Calif. Grower Interfered With Union Election

FRESNO, Calif. (CN) — California's farm labor board upheld a ruling that the state's largest tree fruit grower interfered with its employees' election on whether to decertify the United Farm Workers as their union representative.

The Agricultural Labor Relations Board voted unanimously Friday to uphold an administrative law judge's decision to nullify a 2013 petition by workers for Gerawan Farming of Fresno to reject the United Farm Workers of America as their bargaining representative.

The board found that Gerawan tainted the election process, making it impossible to know the true sentiments of the employees.

"Although we affirm the ALJ's [administrative law judge's] conclusion that Gerawan did not instigate the decertification effort, we agree that Gerawan improperly inserted itself into the campaign," the board wrote in a 276-page Decision and Order.

Gerawan allowed employees who favored breaking from the union to gather signatures during work time and illegally granted a wage increase during the decertification campaign to win the favor of the workers, the board said.

"Gerawan did not discipline signature gatherers for missing work, but continued to enforce its absence policies among the rest of the crew," the board found.

Gerawan gave the anti-union campaign's leader, Silvia Lopez, a "virtual sabbatical" to conduct the decertification effort and helped arrange for the decertification petitioners to travel by bus to Sacramento to protest the dismissal of the first decertification petition, the board said.

"Given the totality of the circumstances and Gerawan's unlawful actions, we conclude that it is impossible to know whether the signatures gathered in support of the decertification petition represented the workers' true sentiments," the board said.

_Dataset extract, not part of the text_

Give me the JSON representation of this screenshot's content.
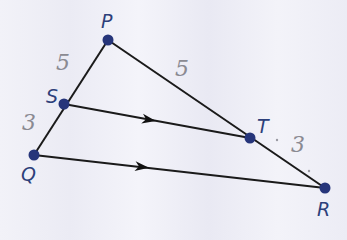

The dispute between Gerawan and the UFW dates back to 1992, when the union began to represent the farmworkers but was unable to negotiate a contract with Gerawan.

The family-owned company claims the union abandoned the workers for nearly two decades, to re-emerge in 2012 to try to negotiate a new labor contract.

On Oct. 25, 2013, Lopez filed a petition to decertify the UFW from representing the company's workers. Gerawan workers held an election several weeks later, but the several thousand ballots cast were impounded after complaints were made that Gerawan had unduly influenced the workers.

The board's April 15 ruling sets aside the election.

Gerawan said it will appeal.

"In its decision to destroy the ballots, the board ignores the desires of workers to determine their own economic future," the company said in a statement. It said it would welcome a new election supervised by board Chairman William Gould.

"We truly want the workers to have a say since the last time they were asked their opinion was in 1990," the company said.

The UFW did not immediately respond to a request for comment.